Storrer pointed out that rocks used in the desert masonry project out from the concrete surface on the Massaro House. Wright's signature desert masonry embedded native rocks closely in concrete. In his designs, Storrer claimed, rocks are flush with the face of the concrete, rather than distinct from one-another and randomly applied to otherwise finished walls protruding at odd angles. Evading the aesthetic consequence of design choices made, Massaro countered that of Styrofoam insulation had to be added in order to adhere to modern building codes, resulting in the stones projecting beyond the original dimensions. He claimed that it was a concession even Wright would have been forced to make. As rendered, that claim is untenable.

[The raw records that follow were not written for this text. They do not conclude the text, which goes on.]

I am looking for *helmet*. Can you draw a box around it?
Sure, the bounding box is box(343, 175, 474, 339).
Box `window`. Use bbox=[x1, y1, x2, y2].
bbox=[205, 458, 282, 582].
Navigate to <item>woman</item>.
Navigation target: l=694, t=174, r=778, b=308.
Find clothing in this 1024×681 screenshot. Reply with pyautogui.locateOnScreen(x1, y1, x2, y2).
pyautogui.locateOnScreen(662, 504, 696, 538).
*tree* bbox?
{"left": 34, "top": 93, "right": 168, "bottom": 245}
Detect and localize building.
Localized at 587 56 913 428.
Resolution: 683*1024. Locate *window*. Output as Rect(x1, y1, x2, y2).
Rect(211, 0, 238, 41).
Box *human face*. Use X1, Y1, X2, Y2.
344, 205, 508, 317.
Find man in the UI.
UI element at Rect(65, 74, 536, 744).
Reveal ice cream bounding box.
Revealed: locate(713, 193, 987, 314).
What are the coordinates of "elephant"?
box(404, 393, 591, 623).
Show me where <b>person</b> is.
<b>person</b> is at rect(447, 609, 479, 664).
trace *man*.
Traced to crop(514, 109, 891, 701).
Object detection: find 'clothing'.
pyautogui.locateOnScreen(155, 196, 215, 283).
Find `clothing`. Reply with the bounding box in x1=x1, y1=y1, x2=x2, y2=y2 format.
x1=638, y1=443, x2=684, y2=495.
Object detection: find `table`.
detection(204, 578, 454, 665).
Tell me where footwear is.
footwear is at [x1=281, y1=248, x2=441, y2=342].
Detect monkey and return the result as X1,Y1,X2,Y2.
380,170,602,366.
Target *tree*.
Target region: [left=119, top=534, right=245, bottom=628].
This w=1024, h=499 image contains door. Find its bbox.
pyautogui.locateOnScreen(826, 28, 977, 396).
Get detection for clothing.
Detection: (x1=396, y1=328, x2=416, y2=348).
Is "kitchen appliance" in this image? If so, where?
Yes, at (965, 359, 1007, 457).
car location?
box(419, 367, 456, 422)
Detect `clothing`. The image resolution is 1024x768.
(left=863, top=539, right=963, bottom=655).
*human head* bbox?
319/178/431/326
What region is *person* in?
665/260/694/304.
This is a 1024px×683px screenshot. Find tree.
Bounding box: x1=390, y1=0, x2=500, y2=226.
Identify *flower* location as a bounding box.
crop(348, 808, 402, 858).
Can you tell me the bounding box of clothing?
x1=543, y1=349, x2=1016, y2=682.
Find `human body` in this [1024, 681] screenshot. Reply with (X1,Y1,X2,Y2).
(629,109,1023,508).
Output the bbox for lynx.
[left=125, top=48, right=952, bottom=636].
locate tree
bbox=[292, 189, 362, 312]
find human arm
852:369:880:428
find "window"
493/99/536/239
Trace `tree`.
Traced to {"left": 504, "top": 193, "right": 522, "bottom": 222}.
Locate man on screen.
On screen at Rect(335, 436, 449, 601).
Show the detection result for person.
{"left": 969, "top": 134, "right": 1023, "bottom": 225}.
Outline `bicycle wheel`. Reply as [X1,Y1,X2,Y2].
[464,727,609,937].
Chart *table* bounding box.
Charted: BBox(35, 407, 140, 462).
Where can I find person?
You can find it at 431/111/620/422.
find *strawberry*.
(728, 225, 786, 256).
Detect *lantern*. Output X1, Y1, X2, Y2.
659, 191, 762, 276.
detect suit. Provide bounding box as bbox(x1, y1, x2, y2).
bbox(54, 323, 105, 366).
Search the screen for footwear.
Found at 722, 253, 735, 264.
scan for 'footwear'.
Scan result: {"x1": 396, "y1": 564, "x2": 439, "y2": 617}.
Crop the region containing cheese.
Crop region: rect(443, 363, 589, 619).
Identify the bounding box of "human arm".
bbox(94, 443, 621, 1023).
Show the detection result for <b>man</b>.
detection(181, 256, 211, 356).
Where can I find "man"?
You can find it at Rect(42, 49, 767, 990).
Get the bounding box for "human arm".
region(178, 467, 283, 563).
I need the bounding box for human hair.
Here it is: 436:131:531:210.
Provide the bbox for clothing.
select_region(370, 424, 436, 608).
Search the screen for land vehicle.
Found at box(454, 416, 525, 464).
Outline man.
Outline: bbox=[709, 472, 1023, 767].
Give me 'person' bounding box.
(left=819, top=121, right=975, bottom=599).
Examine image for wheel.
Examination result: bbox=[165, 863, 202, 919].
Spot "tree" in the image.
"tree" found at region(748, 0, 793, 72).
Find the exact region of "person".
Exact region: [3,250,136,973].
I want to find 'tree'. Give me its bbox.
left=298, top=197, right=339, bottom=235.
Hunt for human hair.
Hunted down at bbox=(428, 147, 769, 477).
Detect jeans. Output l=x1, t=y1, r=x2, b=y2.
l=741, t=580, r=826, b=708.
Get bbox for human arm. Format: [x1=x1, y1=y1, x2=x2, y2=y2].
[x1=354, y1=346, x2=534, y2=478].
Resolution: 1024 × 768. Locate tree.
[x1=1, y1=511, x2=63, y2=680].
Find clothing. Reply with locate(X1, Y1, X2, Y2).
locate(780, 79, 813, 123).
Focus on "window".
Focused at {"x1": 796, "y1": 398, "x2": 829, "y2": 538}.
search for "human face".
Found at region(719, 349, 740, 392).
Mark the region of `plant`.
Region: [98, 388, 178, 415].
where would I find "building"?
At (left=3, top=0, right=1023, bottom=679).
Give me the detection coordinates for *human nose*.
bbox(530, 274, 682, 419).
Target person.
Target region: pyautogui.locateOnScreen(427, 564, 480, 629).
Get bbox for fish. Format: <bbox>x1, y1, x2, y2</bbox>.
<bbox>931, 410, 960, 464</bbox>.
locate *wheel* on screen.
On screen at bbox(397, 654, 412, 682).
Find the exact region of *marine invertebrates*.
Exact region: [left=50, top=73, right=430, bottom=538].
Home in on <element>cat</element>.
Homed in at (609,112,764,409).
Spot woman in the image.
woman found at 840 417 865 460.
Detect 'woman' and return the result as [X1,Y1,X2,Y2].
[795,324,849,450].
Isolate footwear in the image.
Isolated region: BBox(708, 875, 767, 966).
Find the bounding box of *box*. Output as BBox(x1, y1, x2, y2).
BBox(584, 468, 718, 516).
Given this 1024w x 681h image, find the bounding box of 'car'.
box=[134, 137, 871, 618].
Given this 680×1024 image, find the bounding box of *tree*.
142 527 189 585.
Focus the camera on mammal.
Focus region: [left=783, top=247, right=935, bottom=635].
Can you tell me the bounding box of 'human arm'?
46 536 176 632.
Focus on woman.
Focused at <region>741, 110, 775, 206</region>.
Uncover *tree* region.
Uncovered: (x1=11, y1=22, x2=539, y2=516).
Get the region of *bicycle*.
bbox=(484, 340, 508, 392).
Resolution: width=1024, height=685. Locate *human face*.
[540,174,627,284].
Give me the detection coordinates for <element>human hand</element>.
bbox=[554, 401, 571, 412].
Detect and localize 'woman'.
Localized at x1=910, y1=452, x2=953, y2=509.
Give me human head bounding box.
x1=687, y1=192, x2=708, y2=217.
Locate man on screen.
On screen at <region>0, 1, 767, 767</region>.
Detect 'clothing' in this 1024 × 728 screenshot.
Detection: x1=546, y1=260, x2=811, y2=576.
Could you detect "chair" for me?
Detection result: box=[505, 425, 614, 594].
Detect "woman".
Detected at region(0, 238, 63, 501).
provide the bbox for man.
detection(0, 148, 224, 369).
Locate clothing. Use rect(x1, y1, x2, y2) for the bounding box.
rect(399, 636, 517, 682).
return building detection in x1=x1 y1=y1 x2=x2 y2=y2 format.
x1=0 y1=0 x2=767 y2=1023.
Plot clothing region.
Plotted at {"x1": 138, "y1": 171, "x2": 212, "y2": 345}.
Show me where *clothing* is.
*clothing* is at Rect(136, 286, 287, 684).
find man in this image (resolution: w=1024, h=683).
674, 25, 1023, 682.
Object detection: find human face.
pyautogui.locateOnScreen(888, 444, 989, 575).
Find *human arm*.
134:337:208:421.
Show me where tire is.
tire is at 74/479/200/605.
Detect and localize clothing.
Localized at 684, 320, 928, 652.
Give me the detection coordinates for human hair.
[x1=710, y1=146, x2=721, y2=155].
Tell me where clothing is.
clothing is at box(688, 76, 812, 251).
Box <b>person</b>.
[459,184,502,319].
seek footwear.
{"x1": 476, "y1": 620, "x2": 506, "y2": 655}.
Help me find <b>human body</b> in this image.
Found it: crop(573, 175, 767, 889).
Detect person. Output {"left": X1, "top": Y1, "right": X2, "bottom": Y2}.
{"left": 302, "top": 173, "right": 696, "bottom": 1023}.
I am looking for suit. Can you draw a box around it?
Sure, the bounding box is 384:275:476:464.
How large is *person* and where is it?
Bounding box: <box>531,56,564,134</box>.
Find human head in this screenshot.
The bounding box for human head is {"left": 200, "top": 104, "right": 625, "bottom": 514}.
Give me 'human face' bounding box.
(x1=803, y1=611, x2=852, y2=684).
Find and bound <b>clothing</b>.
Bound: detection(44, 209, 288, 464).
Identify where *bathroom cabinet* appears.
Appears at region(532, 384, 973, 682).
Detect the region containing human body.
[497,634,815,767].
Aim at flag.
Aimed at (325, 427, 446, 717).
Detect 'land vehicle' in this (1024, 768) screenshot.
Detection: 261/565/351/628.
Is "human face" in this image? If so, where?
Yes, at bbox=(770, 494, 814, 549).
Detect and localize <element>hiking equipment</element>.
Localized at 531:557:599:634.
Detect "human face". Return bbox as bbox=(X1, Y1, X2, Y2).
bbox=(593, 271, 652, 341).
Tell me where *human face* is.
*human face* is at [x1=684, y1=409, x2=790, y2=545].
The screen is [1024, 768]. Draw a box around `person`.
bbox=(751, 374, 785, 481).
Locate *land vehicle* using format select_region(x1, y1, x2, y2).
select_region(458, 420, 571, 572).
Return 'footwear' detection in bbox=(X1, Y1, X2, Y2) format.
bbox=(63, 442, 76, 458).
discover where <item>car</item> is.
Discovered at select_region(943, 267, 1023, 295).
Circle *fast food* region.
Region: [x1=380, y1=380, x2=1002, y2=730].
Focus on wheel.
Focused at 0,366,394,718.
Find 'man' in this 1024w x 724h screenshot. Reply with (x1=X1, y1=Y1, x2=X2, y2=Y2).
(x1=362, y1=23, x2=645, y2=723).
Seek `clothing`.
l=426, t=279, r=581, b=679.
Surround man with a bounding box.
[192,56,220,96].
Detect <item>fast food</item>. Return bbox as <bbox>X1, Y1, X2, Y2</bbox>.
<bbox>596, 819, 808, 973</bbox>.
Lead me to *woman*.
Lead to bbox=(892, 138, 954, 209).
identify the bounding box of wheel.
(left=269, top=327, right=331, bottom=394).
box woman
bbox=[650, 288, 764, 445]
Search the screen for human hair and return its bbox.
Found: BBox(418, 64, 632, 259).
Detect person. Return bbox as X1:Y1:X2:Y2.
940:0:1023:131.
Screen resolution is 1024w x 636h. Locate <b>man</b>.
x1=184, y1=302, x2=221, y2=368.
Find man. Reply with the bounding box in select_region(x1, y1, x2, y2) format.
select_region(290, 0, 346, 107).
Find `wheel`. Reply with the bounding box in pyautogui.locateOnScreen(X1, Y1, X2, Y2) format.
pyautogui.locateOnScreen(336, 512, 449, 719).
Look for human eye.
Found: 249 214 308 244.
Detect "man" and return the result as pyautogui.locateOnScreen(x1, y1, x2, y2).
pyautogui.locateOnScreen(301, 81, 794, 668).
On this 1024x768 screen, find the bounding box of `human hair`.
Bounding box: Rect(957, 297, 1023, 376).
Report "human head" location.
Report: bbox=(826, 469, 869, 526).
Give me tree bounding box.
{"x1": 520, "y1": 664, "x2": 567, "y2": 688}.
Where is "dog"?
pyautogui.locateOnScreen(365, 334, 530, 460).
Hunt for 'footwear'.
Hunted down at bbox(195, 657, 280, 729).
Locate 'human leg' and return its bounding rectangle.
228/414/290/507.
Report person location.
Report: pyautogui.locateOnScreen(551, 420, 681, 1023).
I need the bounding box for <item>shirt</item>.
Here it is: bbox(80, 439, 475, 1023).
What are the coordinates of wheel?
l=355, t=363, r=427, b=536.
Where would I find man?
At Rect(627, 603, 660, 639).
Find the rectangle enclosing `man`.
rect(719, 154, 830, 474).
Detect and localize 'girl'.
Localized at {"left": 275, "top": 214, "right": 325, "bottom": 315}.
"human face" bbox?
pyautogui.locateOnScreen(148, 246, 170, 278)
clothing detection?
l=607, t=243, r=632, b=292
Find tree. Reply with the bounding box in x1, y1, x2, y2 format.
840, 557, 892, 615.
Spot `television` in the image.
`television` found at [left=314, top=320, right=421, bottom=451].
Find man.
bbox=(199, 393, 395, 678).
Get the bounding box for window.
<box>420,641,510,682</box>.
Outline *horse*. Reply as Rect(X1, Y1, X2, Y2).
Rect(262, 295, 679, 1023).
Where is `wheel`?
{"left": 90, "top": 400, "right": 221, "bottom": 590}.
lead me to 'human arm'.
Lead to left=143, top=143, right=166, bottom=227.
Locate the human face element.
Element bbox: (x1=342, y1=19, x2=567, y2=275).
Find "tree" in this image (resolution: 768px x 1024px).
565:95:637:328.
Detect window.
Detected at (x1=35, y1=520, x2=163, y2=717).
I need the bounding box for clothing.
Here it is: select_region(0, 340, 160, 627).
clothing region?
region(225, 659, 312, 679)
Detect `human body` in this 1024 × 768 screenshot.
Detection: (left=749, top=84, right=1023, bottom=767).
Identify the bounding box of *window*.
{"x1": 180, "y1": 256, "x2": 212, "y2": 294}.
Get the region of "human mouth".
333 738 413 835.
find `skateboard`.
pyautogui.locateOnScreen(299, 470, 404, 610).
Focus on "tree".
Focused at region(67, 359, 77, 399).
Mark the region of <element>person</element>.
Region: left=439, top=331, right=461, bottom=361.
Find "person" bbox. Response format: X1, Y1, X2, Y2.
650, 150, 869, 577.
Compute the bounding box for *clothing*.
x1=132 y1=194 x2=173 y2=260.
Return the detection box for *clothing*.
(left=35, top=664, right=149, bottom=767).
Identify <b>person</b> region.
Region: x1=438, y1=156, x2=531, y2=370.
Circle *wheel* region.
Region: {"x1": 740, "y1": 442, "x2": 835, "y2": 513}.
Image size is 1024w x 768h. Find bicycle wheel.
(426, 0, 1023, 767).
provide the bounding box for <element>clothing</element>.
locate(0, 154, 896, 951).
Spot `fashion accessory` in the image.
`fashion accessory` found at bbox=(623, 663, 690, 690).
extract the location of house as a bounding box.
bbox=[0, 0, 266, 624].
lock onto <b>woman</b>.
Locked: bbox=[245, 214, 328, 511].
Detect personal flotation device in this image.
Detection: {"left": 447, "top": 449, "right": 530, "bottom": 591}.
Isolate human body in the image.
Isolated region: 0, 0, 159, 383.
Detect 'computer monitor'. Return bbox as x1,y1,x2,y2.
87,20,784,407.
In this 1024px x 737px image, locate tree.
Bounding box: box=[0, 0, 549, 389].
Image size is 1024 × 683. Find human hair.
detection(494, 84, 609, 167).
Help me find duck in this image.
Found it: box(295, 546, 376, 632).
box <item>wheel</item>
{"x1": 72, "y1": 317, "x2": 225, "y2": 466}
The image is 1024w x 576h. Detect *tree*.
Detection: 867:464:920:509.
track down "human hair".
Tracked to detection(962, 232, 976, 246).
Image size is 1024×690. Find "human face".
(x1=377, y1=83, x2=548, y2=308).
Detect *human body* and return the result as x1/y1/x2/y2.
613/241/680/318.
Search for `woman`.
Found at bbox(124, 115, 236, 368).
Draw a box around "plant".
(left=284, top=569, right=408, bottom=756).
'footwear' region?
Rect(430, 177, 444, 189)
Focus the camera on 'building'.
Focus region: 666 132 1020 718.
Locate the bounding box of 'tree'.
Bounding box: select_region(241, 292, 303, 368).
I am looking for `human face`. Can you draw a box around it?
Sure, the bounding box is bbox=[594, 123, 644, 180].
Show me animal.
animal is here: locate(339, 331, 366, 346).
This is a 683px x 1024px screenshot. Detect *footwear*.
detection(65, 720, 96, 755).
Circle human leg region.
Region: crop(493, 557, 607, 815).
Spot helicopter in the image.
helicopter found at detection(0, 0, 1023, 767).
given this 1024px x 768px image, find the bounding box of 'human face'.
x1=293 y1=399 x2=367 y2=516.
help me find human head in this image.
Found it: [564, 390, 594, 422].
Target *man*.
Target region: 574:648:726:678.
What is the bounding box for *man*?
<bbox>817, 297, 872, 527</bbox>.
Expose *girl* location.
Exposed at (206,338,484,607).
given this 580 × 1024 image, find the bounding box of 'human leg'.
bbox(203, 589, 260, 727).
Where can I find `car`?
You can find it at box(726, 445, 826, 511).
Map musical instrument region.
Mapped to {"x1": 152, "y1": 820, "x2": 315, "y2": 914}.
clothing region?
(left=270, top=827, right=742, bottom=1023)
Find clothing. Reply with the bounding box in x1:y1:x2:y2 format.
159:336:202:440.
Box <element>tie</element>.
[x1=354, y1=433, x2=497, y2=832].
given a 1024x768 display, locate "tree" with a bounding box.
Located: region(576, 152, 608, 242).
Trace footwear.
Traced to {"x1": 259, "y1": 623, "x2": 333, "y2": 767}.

Another signature of Wright's designs is the use of many windows, with the Heinz design for Massaro House including 26 skylights. The skylights chosen and installed in the home are domed, rather than the typically flat Wright designed panels. Massaro pointed out that flat panels are shown to leak, which Storrer conceded is a known issue with Wright designs but countered that solutions exist that would have allowed Massaro to stay true to "Wrightian" design principles.
Homes designed by Wright often incorporate a unique design in the fascia or window frames. To stamp the custom design into the copper to be used for the fascia on the roof, Massaro created a special machine. Wright defenders insist that the design is stamped too lightly and shallowly to satisfy Wright's design standards.
Several of Wright's design drawings for Chahroudi include a set of stairs that descend from the cantilevered deck to the rocky shore below, a motif borrowed from Fallingwater, where they descend to the stream that home is built upon, Bear Run. Massaro explained that had the stairs been included in his design they would have descended into of water, disregarding that the flight could have been shortened to accommodate.

Status

The Massaro House is maintained as a private residence and is not open for the general public. However, Massaro has stated he would make the house available as a fundraising location for nonprofit charitable groups.
In November 2012 the property was listed for sale at $20 million USD. This has been reduced to below $10 million in increments, most recently in 2020.